Holy cow - not at all what I'd have expected the Ayatolla's cleric grandson to say. It gives me a bit more hope for Iran's future.

(Funny - I found this article while surfing through a chain of blog links, but it's from a local newspaper from where I grew up.)

http://www.nj.com/news/ledger/index.ssf?/base/news-10/105997525225580.xml

Kin of Khomeini turns to U.S. for military help in freeing Iran

Late cleric's grandson praises America for liberating Iraq and relieving people's suffering

Monday, August 04, 2003

BY BORZOU DARAGAHI
SPECIAL TO THE STAR-LEDGER

Baghdad, Iraq -- The grandson of the late Ayatollah Ruhollah Khomeini, the fiery cleric who launched an anti-American Islamic revolution in Iran that sparked 25 years of unrest in the Gulf region, yesterday condemned Iran's clerical regime and suggested United States military intervention in Iran as a possible path to liberation for his country.

"In Iran, the people really need freedom and freedom must come about. Freedom is more important than bread," said Hussein Khomeini.

The 45-year-old cleric said that "if there's no way for freedom in Iran other than American intervention, I think the people would accept that. I would accept it, too, because it's in accord with my faith."

The young Khomeini -- here ostensibly on a religious pilgrimage to Shi'a holy sites in Najaf, Karbala and Baghdad -- praised the U.S. takeover of Iraq.

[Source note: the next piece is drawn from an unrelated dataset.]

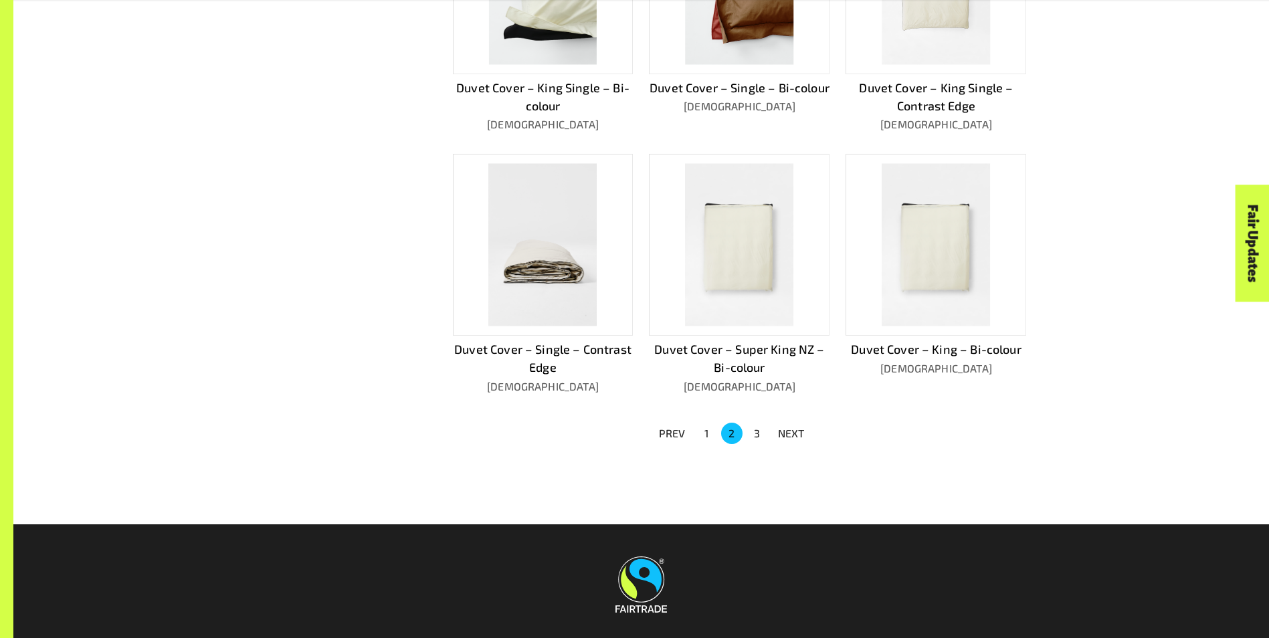 This screenshot has height=638, width=1269. Describe the element at coordinates (739, 88) in the screenshot. I see `p: Duvet Cover – Single – Bi-colour` at that location.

"I see day-by-day that (Iraq) is on the path to improvement," he said. "I see that there's security, that the people are happy, that they've been released from suffering."

The United States has accused the clerical regime in Tehran of harboring terrorists, trying to build nuclear weapons and oppressing its own people. Conservatives in Washington have called for the ouster of the Iranian leadership following American military successes in Afghanistan and Iran.

The United States has a long, tangled history with Iran that precedes the 1979 Islamic Revolution. Back then, followers of the young Khomeini's grandfather stormed the American embassy and kept employees hostage for more than a year.

These days, the United States accuses Iran of attempting to subvert post-war Iraq by allowing militants to enter the country, broadcasting destabilizing propaganda and using its pull with Shi'a clerics to rouse the Iraqi populace.

The newly established Iraqi governing council already has begun meeting with representatives from Tehran. Iranian deputy foreign minister Hussein Sadeghi visited Iraq several days ago, meeting with Iraqi officials, said Adnan Pachachi, Iraq's former foreign minister and a leading member of the nation's 25-member governing council. "We discussed all aspects of relations between the two countries," Pachachi said.

Hussein Khomeini crossed the Iranian border into occupied Iraq about a month ago in a visit rife with irony.

Iran and Iraq have been regional rivals for decades. Iraq harbored Ayatollah Khomeini after the Shah of Iran kicked him out of the country. During his exile in the Iraqi city of Najaf , Khomeini's grandfather, a high-level cleric, masterminded a revolution that ousted the Shah of Iran and established the world's first modern-day theocracy.

Iran and Iraq fought a brutal war from 1980 to 1988 that left 1 million dead and strained relations between the two countries. Nearly 25 years later, the grandson has returned to the country where he resided from 1963 to 1978 and begun speaking out against the legacy of that revolution.

A longtime reformist silenced and shut out of Iran's conservative inner circle of power, Khomeini confined his critiques of the Islamic Republic to scholarly rather than political arguments. He said a religious government can only come once the 12th Shi'a prophet Mahdi -- who disappeared in the 9th century -- returns.

The young Khomeini argues for the separation of religion and state and criticized "velayet-e-faqih" -- the religious doctrine mandating Iranian Shi'a clerics as God's representative on earth and giving them near-absolute power

Although he says he has yet to meet with any American officials, Khomeini's positions might lift the spirits of U.S. officials in Iraq struggling to win the hearts and minds of Iraqi Shi'as, who make up 60 percent of the population.

He condemned Saddam Hussein's regime and criticized those countries opposed to the war against Iraq's Ba'athist government as ignorant of the conditions under which Iraqis were suffering.

"The people here were subject to crimes unprecedented in world history," he said.

He said nationalism has no basis in religious doctrine, and freedom was more important than independence from foreign rule. "Freedom is a basic right. It supersedes all," he said.

Iran's conservative clerics have used their stranglehold over Islamic doctrine to impose medieval conditions on Iranians, forcing women to cover their heads and punishing dissidents for heresy.